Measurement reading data
----
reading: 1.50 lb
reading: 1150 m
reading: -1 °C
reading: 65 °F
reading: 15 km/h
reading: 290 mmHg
----
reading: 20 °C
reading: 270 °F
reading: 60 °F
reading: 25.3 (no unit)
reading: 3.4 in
----
What to produce
An exact, complete copy of the lines above from the one with "reading: 1.50 lb" through the one with "reading: 290 mmHg" is the whole answer.

Answer to this problem
reading: 1.50 lb
reading: 1150 m
reading: -1 °C
reading: 65 °F
reading: 15 km/h
reading: 290 mmHg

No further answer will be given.